Your find-deals system — drawn like one of your wiring diagrams

Same idea as a motorcycle harness: parts = boxes, connections = wires. These are the real parts and the real path. The bright wire is the one I connected today.
a visitor asks for deals ◄ the wire I connected today find + rank the matches look the deals up the ranked deals travel back to the visitor Visitor's page the web page a stranger lands on Front door + guard checks the request and lets it through — your protective wall (nothing private gets out) Deal finder finds + ranks the matching deals Money math runs the dollar numbers (underwriting) Deal list what it searches — ~50 sample deals for now Wire / box colours your pages + engines (the working parts) the guarded front door — the wall (public stops here) the data (sample deals for now) — bright blue wire — the connection I added today, joining the front door to the deal finder. Before today it was built but not connected — a part sitting loose.
Why this matters: this is the SAME kind of drawing as your motorcycle harness — boxes and wires. Your software is built that way, so it can draw itself. And this is just the find-deals slice: your full system map is 915 parts and 2,437 wires — the exact same drawing, just bigger.

The blown-apart engine kind of drawing is the other job — that one needs the real 3D shape of each part, so it's a bigger build we work toward.

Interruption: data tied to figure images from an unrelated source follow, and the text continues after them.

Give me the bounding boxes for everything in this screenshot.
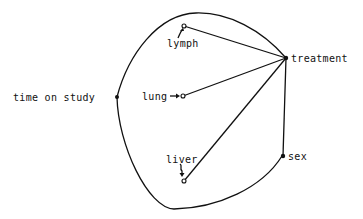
- graph-diagram: time on study lymph lung liver treatment…: [0, 0, 363, 219]
- edge-treatment-sex: [283, 58, 286, 156]
- lung-arrow-icon: [170, 94, 180, 99]
- label-treatment: treatment: [291, 53, 348, 64]
- edge-time-on-study-treatment: [117, 13, 286, 97]
- node-liver[interactable]: [182, 179, 186, 183]
- node-lung[interactable]: [181, 94, 185, 98]
- node-lymph[interactable]: [182, 24, 186, 28]
- lymph-pointer-icon: [178, 28, 184, 38]
- node-time-on-study[interactable]: [115, 95, 119, 99]
- edge-time-on-study-sex: [117, 97, 282, 209]
- label-sex: sex: [288, 151, 307, 162]
- node-sex[interactable]: [281, 154, 285, 158]
- label-time-on-study: time on study: [13, 92, 95, 103]
- label-liver: liver: [166, 154, 198, 165]
- label-lung: lung: [142, 91, 167, 102]
- label-lymph: lymph: [167, 38, 199, 49]
- liver-pointer-icon: [180, 164, 185, 177]
- node-treatment[interactable]: [284, 56, 288, 60]
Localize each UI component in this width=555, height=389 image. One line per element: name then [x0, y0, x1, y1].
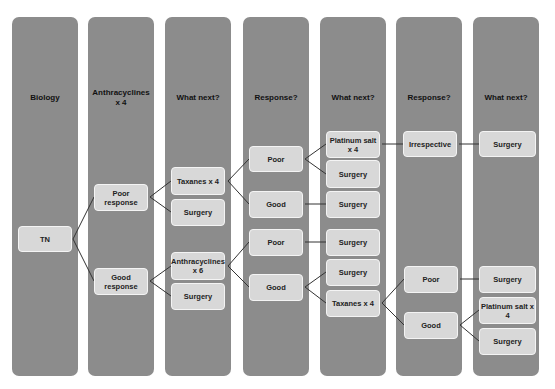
node-surgery: Surgery: [479, 266, 536, 293]
node-poor-response: Poor response: [94, 184, 148, 211]
node-surgery: Surgery: [326, 259, 380, 286]
node-surgery: Surgery: [479, 328, 536, 355]
node-poor: Poor: [404, 266, 458, 293]
node-irrespective: Irrespective: [403, 131, 457, 157]
node-surgery: Surgery: [326, 160, 380, 188]
node-surgery: Surgery: [171, 199, 225, 226]
node-platinum-salt-x4: Platinum salt x 4: [479, 297, 536, 324]
node-taxanes-x4: Taxanes x 4: [171, 167, 225, 195]
node-good-response: Good response: [94, 268, 148, 295]
node-good: Good: [249, 274, 303, 301]
node-anthracyclines-x6: Anthracyclines x 6: [171, 252, 225, 280]
node-poor: Poor: [249, 146, 303, 172]
node-good: Good: [404, 312, 458, 339]
node-tn: TN: [18, 226, 72, 252]
node-surgery: Surgery: [326, 229, 380, 256]
node-surgery: Surgery: [479, 131, 536, 157]
node-platinum-salt-x4: Platinum salt x 4: [326, 131, 380, 158]
node-surgery: Surgery: [171, 283, 225, 310]
node-poor: Poor: [249, 229, 303, 256]
node-surgery: Surgery: [326, 191, 380, 218]
node-good: Good: [249, 191, 303, 218]
node-taxanes-x4: Taxanes x 4: [326, 290, 380, 317]
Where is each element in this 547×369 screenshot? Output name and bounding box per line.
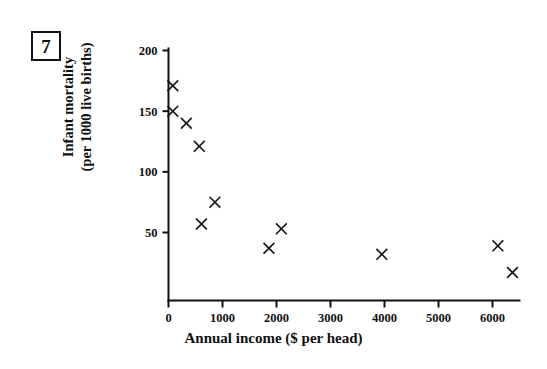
data-point-marker xyxy=(276,223,287,234)
x-tick-label: 3000 xyxy=(318,311,343,325)
y-axis-title: Infant mortality (per 1000 live births) xyxy=(55,7,101,207)
axes xyxy=(169,49,520,301)
data-point-marker xyxy=(181,118,192,129)
data-point-marker xyxy=(507,267,518,278)
y-tick-label: 100 xyxy=(139,165,158,179)
scatter-plot-figure: 7 501001502000100020003000400050006000 I… xyxy=(0,0,547,369)
x-axis-title: Annual income ($ per head) xyxy=(0,331,547,346)
y-tick-label: 50 xyxy=(145,226,158,240)
data-point-marker xyxy=(493,240,504,251)
data-point-marker xyxy=(264,243,275,254)
data-point-marker xyxy=(196,219,207,230)
x-tick-label: 2000 xyxy=(264,311,289,325)
data-point-marker xyxy=(376,249,387,260)
data-point-marker xyxy=(194,141,205,152)
x-tick-label: 1000 xyxy=(210,311,235,325)
y-axis-title-line-1: Infant mortality xyxy=(60,57,78,157)
data-point-marker xyxy=(210,197,221,208)
x-tick-label: 6000 xyxy=(480,311,505,325)
axis-ticks xyxy=(163,51,493,308)
axis-tick-labels: 501001502000100020003000400050006000 xyxy=(139,44,505,325)
y-axis-title-line-2: (per 1000 live births) xyxy=(78,43,96,172)
x-tick-label: 4000 xyxy=(372,311,397,325)
y-tick-label: 150 xyxy=(139,105,158,119)
data-points xyxy=(167,80,517,278)
x-tick-label: 0 xyxy=(165,311,171,325)
x-tick-label: 5000 xyxy=(426,311,451,325)
y-tick-label: 200 xyxy=(139,44,158,58)
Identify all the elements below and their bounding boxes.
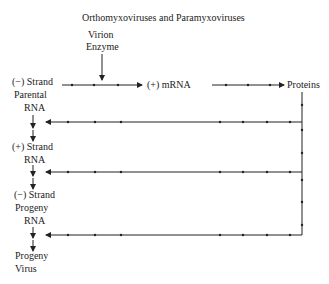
pathway-arrows	[0, 0, 329, 284]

What each part is — click any part to open it up

Top is the picture. Open a part and you drop one level: what it is → its real files → what it calls, what sets it off, and why it makes that call.
Visitor's page — the page a stranger lands on

What it is: the public web page where someone types what they want (a cap-rate, a tenant type) and hits a button.

The file: the find-deals web page (lives in the front bundle).

It calls: → the Front door — "here are my criteria, send me deals."

What sets it off: the visitor clicks "find deals."

Why it makes that call: the page can't find deals itself — it hands the request in and waits for the ranked list to come back.

Front door + guard — checks the request, lets it through (the wall)

What it is: the one doorway between the public and your private engines. It checks each request and shapes every answer so nothing private leaks out.

The files: api_portal.v3.20260606.py (the new wire) — which loads api_portal.v2.20260524.py (the door itself).

It calls: → the Deal finder, by handing the request to find_deals_api_router. This is the wire I connected today.

What sets it off: a request arrives at the door (the address /v1/find-deals).

Why it makes that call: the door's whole job is to pass allowed requests inward and carry the answer back out — safely.

Deal finder — finds + ranks the matching deals

What it is: the part that searches the deals and sorts them best-to-worst for the visitor's criteria.

The files: find_deals_api_router.v1.20260602.py — which runs stnl_find_deals_engine.v1.20260602.py (the ranker).

It calls:Money math, once for each candidate deal.

What sets it off: the Front door passes the request in.

Why it makes that call: it can't rank a deal without its dollar numbers, so it asks Money math to crunch each one first.

Money math — runs the dollar numbers (underwriting)

What it is: the financial calculator — value, yearly income, return (IRR) — for a single deal.

The file: nnn_underwriting_engine.v1.20260517.py.

It calls: → the Deal list, to pull the deal's details.

What sets it off: the Deal finder asks it to score a deal.

Why it makes that call: it needs the raw facts (rent, tenant, terms) before it can do the math.

Deal list — what it searches (~50 sample deals for now)

What it is: the stored list of deals the system searches. Right now ~50 practice deals; later, a live paid source.

The file: nnn_deal_structure_database.v1.20260517.json.

It calls: nothing — it's data. It just sits there and gets read.

What sets it off: Money math (or the finder) reads it when it needs deals.

Why: it's the source — no list, no deals to find or rank.